(This might as well have been a Letter to the Editor but since they never publish mine…)
The New York Times, in Nina Bernstein’s article Caught Between Parents and the Law, looks at National Fugitive Operations Program and seems barely able to keep the bile from spewing out. NFOP, a growing program in the Department of Homeland Security, is tasked with enforcing deportation orders on foreign nationals who refuse to voluntarily obey them. Bernstein’s piece focuses on one family, the Thakurs originally from Bangladesh. The father is in America legally but the mother was ordered to leave in 1997 (though appeals kept on through 2003) and she was detained by one the agency’s teams last fall and put on a plane home.
The article’s hook is that the couple’s two children (two and ten years old) were sent with the mother to her homeland but due to a paperwork snafu arrived in Bangladesh ten days before her with no adults to receive or care for them. The kids could have stayed in America–both are American citizens as they were born on US soil–but the father chose to send them since he didn’t feel capable of caring for them. I am not in any way suggesting this isn’t a sad situation which may potentially cause significant emotional harm to the Thakur children and family.
Contrary to the Times’ posturing, this is not our fault. Did the mother stay in the United States illegally, after having applied for legal residency and being denied, including a lengthy appeals process? Yes, and Mrs. Thakur does not dispute this. In a perfect, or slightly better, world the deportation arrangements would have been smoother but sadly we do not live in such a world and the federal government agents were not responsible for the children; if anything the kids should have stayed in New York an extra week or two, surely Dad could have managed them for 10 days, to allow Mom to arrive in Bangladesh and make living arrangements.
But, as I often repeat, there are people who benefit by promoting the interests of people in America illegally. So Ms. Bernstein devotes most of her limited print space to putting a human face on the issue through this family’s story, along with quotes from “an immigration lawyer with the Legal Aid Society” and “a law student and a recent intern with American Friends Service Committee, a charitable and advocacy group that has addressed the issue of immigrant detainees.” Only an unenthusiastic defense from a DHS official presents the other perspective and less than a sentence from the director of a group which favors restricting immigration. The author apparently could not find a single other person deported through this program to tell us about. Particularly not a person who meets the main criteria for the program’s targets, sexual predators and drug dealers.
Poor journalism, especially from a publication which prides itself on rising above charges of liberal media.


Transcription, pictures excluded: write out the data below exactly.

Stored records
※

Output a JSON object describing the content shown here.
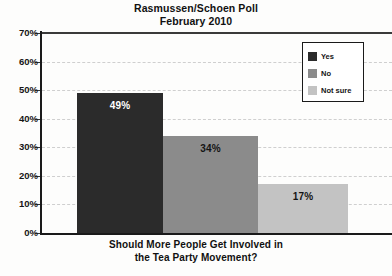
{
  "chart_data": {
    "type": "bar",
    "title": "Rasmussen/Schoen Poll",
    "subtitle": "February 2010",
    "caption_line1": "Should More People Get Involved in",
    "caption_line2": "the Tea Party Movement?",
    "xlabel": "",
    "ylabel": "",
    "ylim": [
      0,
      70
    ],
    "ytick_step": 10,
    "grid": true,
    "grid_style": "dashed-horizontal",
    "legend_position": "top-right",
    "categories": [
      "Yes",
      "No",
      "Not sure"
    ],
    "values": [
      49,
      34,
      17
    ],
    "value_labels": [
      "49%",
      "34%",
      "17%"
    ],
    "yticks": [
      "70%",
      "60%",
      "50%",
      "40%",
      "30%",
      "20%",
      "10%",
      "0%"
    ],
    "colors": [
      "#2b2b2b",
      "#8b8b8b",
      "#c3c3c3"
    ],
    "bars": [
      {
        "label": "Yes",
        "value": 49,
        "value_label": "49%",
        "color": "#2b2b2b",
        "label_color": "#ffffff"
      },
      {
        "label": "No",
        "value": 34,
        "value_label": "34%",
        "color": "#8b8b8b",
        "label_color": "#141414"
      },
      {
        "label": "Not sure",
        "value": 17,
        "value_label": "17%",
        "color": "#c3c3c3",
        "label_color": "#141414"
      }
    ],
    "legend": [
      {
        "label": "Yes",
        "color": "#2b2b2b"
      },
      {
        "label": "No",
        "color": "#8b8b8b"
      },
      {
        "label": "Not sure",
        "color": "#c3c3c3"
      }
    ]
  }
}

※

■ Solution to this exercise:
Output a JSON object describing the content shown here.
{
  "chart_data": {
    "type": "bar",
    "title": "Rasmussen/Schoen Poll",
    "subtitle": "February 2010",
    "caption_line1": "Should More People Get Involved in",
    "caption_line2": "the Tea Party Movement?",
    "xlabel": "",
    "ylabel": "",
    "ylim": [
      0,
      70
    ],
    "ytick_step": 10,
    "grid": true,
    "grid_style": "dashed-horizontal",
    "legend_position": "top-right",
    "categories": [
      "Yes",
      "No",
      "Not sure"
    ],
    "values": [
      49,
      34,
      17
    ],
    "value_labels": [
      "49%",
      "34%",
      "17%"
    ],
    "yticks": [
      "70%",
      "60%",
      "50%",
      "40%",
      "30%",
      "20%",
      "10%",
      "0%"
    ],
    "colors": [
      "#2b2b2b",
      "#8b8b8b",
      "#c3c3c3"
    ],
    "bars": [
      {
        "label": "Yes",
        "value": 49,
        "value_label": "49%",
        "color": "#2b2b2b",
        "label_color": "#ffffff"
      },
      {
        "label": "No",
        "value": 34,
        "value_label": "34%",
        "color": "#8b8b8b",
        "label_color": "#141414"
      },
      {
        "label": "Not sure",
        "value": 17,
        "value_label": "17%",
        "color": "#c3c3c3",
        "label_color": "#141414"
      }
    ],
    "legend": [
      {
        "label": "Yes",
        "color": "#2b2b2b"
      },
      {
        "label": "No",
        "color": "#8b8b8b"
      },
      {
        "label": "Not sure",
        "color": "#c3c3c3"
      }
    ]
  }
}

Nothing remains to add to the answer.